WRMEA's Editor's note: At least 35 people have been killed in the past 24 hours as Israel continues its lethal assault in Gaza. Sixty-eight Gazans have been killed since this operation began four days ago following the death of one Israel civilian in a Palestinian rocket attack.

Deputy Israeli Defense Minister Matan Vilnai warned Gazans, on Feb. 29, they risked a shoah (holocaust) if rocket fire did not end.


Call or write your local editors and radio talk show hosts, and contact your elected representatives in Washington, DC. Help stop these attacks and the blockade on Gaza.

President George W. Bush
The White House
1600 Pennsylvania Ave., N.W.
Washington, DC 20500
(202) 456-1414
White House Comment Line: (202) 456-1111
Fax: (202) 456-2461
E-mail:

E-mail Vice President Dick Cheney: vice.president@whitehouse.gov>

Secretary of State Condoleezza Rice
Department of State
Washington, DC 20520
State Department Public Information Line:
(202) 647-6575

Any Senator
U.S. Senate
Washington, DC 20510
(202) 224-3121

Any Representative
U.S. House of Representatives
Washington, DC 20515
(202) 225-3121
E-mail Congress: visit the Web site for contact information.

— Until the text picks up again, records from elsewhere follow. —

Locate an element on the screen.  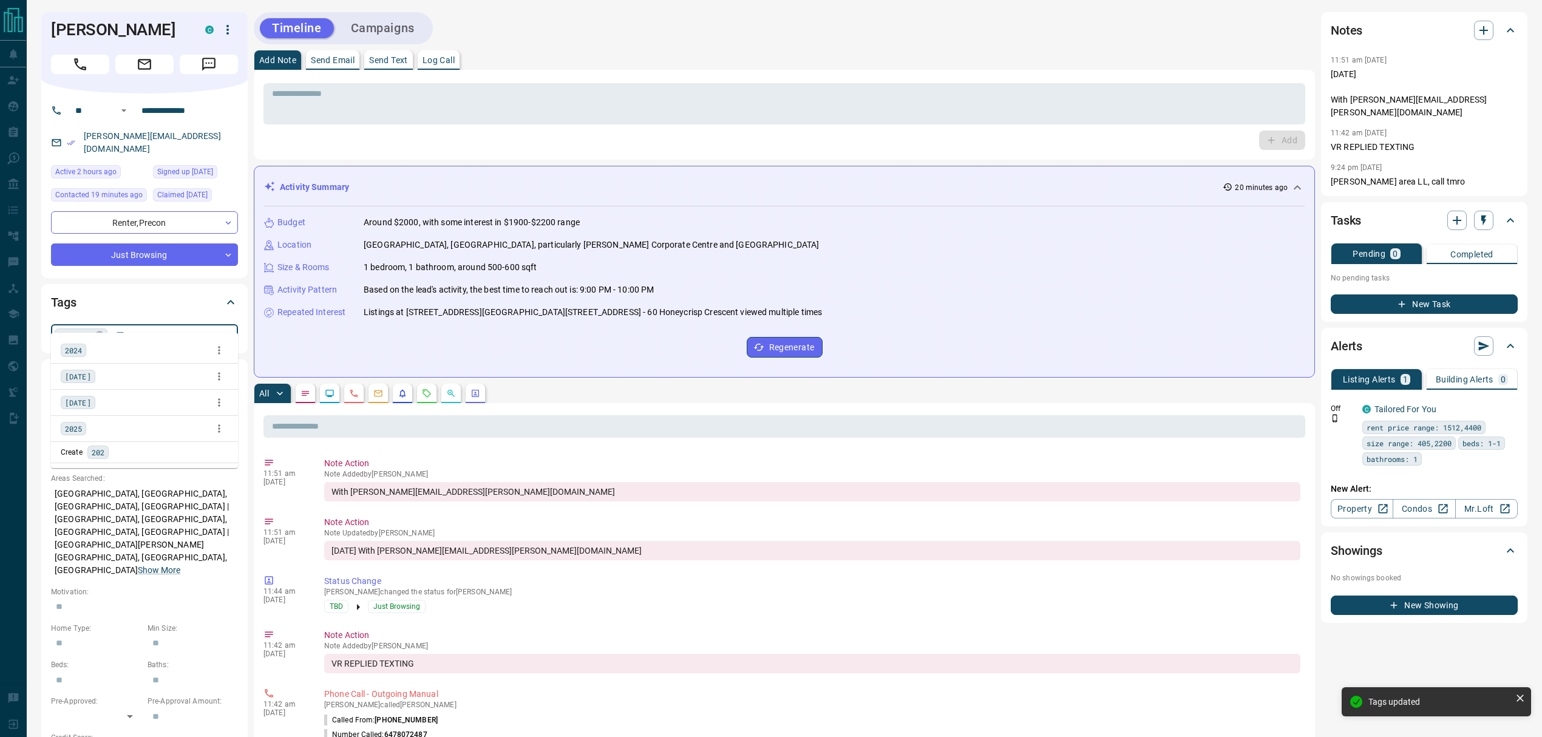
span: size range: 405,2200 is located at coordinates (1409, 443).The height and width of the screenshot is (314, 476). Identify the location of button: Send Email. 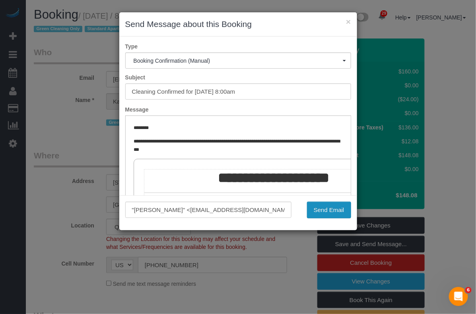
(329, 210).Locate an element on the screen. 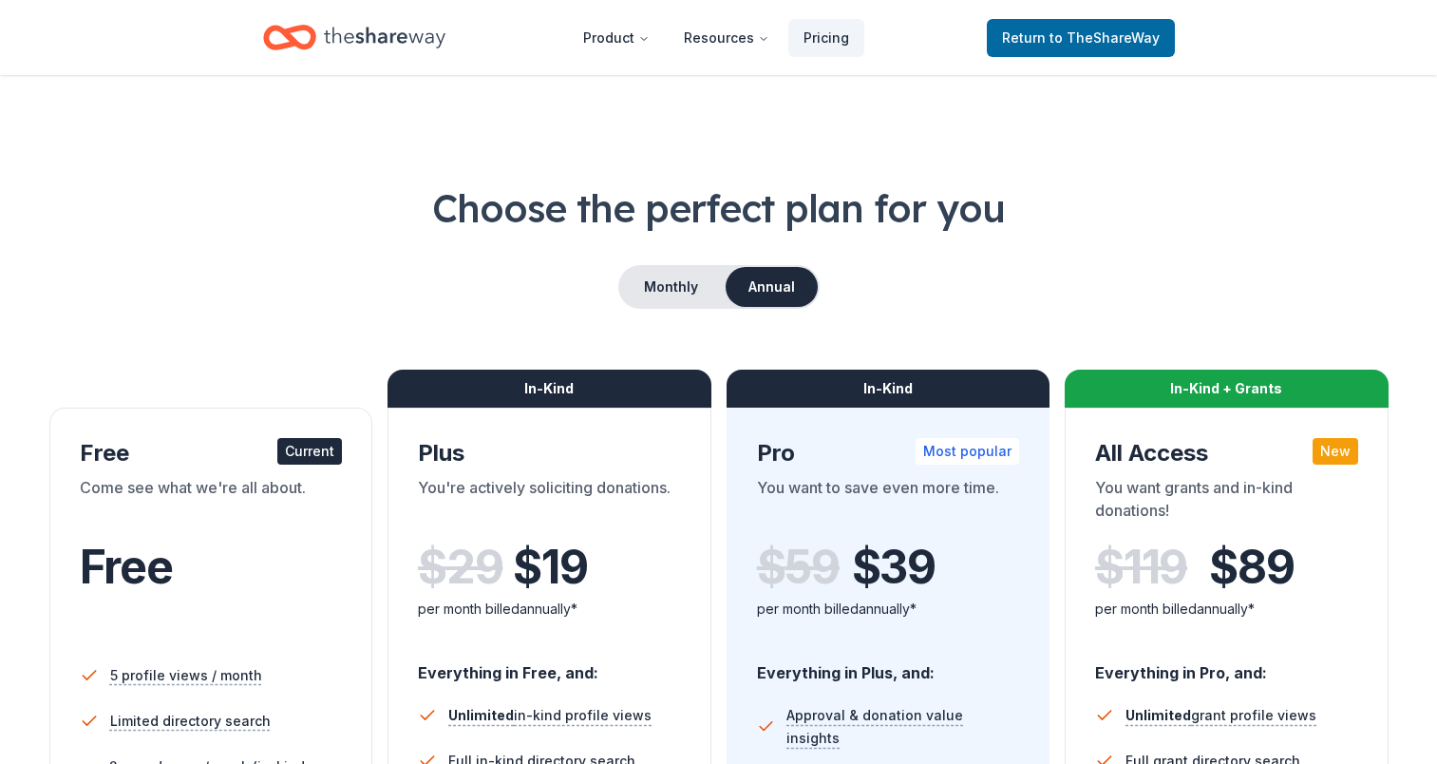 This screenshot has width=1437, height=764. a: Home is located at coordinates (354, 37).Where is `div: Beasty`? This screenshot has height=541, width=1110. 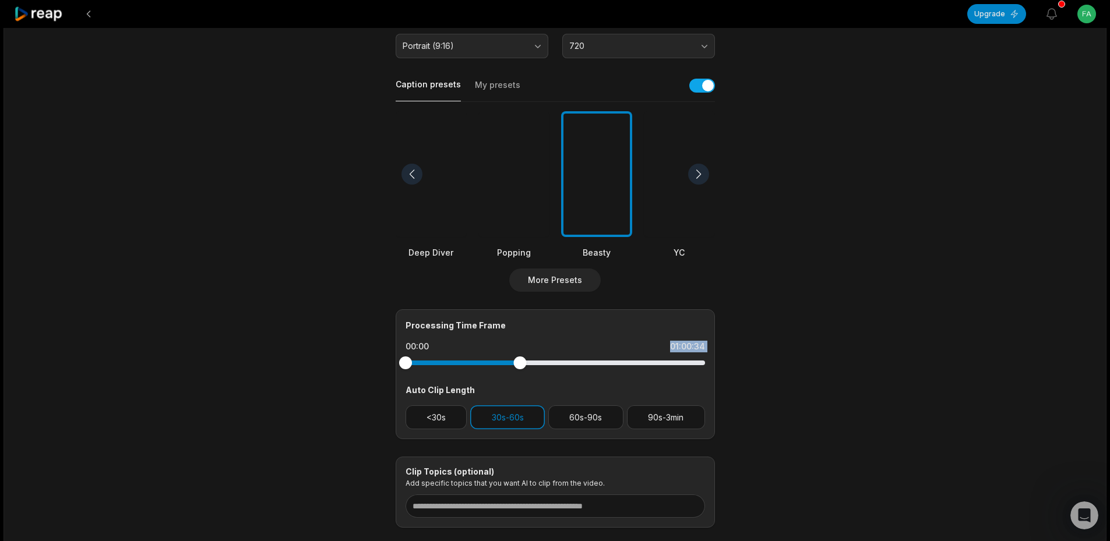 div: Beasty is located at coordinates (596, 252). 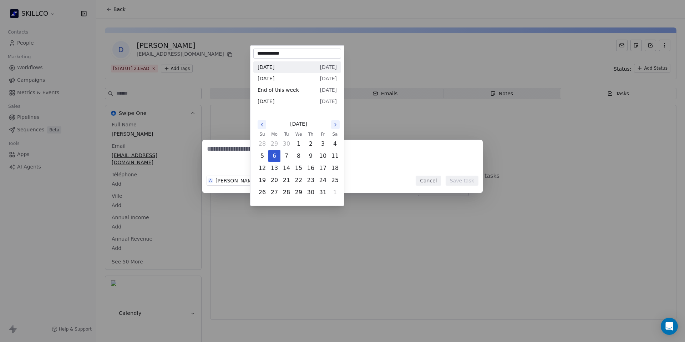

The Israeli Embassy, Washington, DC
(202) 364-5500

The Israeli Embassy, Canada
(613) 567 6450

For more information about this issue or to subscribe to the WashingtonReport on Middle East Affairs visit our Web site . This26-year-old publication has the largest circulation of any magazine of its kind,and is sent to both public and university libraries and bookstores in North America,Europe, Asia and the Middle East. For a free sample copy call (202) 939-6050.


The Washington Report on Middle East Affairs, PO Box 53062, Washington DC 20009. Phone: (202) 939-6050, Fax: (202) 265-4574, Toll Free: (800) 368-5788, www.wrmea.com Published by the American Educational Trust, a non-profit foundation incorporated in Washington, DC to provide the American public with balanced and accurate information concerning U.S. relations with Middle Eastern states. Material from the Washington Report on Middle East Affairs may be printed with out charge with attribution to the Washington Report on Middle East Affairs.